Tricia Rotering was a dominant force in the shot put event for the UW Oshkosh women’s track and field teams from 1991-1994.
“I did have a speech prepared, but on the three-hour drive over here, all the memories just came sledding back in,” Rotering said.
In Rotering’s time on the track and field team, the Titans won two NCAA Division III titles and were crowned champions of the Wisconsin Intercollegiate Athletic Conference (WIAC) five times.
Not only did the team suffer from success, Rotering became a national champion in the shot put event at the 1994 NCAA Indoor Championship, thrusting the team to their second national team title of her career.
She’d also be named the Outstanding Field Performer at WIAC championships twice, the first coming at the 1993 WIAC Indoor Championship and the second being in the 1994 WIAC Outdoor Championship.
Other than in the 1994 outdoor season, Rotering earned each of her All-America honors in the shot put event, until she claimed fifth in the hammer throw event, concluding her career with two All-American performances in the hammer throw and shot put.
Rotering credits her coach, Deb Vercauteren, for leading her to Oshkosh by giving a pitch like there was no tomorrow.
“She told me the Oshkosh track and field team was not your typical team, it was special,” Rotering said. “And she wasn’t wrong, it was a family.”
Rotering remembers the exact moment in her freshman year when she realized she had made the right decision to come to UWO.
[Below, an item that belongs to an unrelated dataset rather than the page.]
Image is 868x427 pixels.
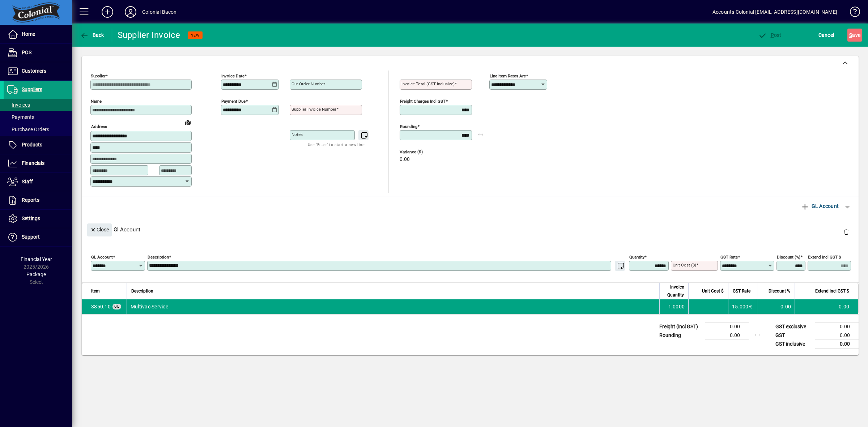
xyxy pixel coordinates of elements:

“In between prelims and the finals, I look over and I see Deb hanging on to the chain link fence just cheering me away,” Rotering said. “I knew right then I had made a great decision, and I’ve never regretted that decision.”
During the 1993 season, she recalls a time when the team was in Maine for a national invite, but there was a serious snowstorm.
“When everyone was hunkering into the hotels or their houses, our track and field team was outside in the snow,” she said. “Snow banks were taller than I was, and we were sitting there having snowball fights and making snow angels. That was just some of the camaraderie that our team had. It made the accomplishments even greater.”
After wrapping up her career with the Titans, Rotering would eventually be selected to the WIAC Women’s Track and Field All-Centennial Team in 2012 to honor her great career through the early 90s.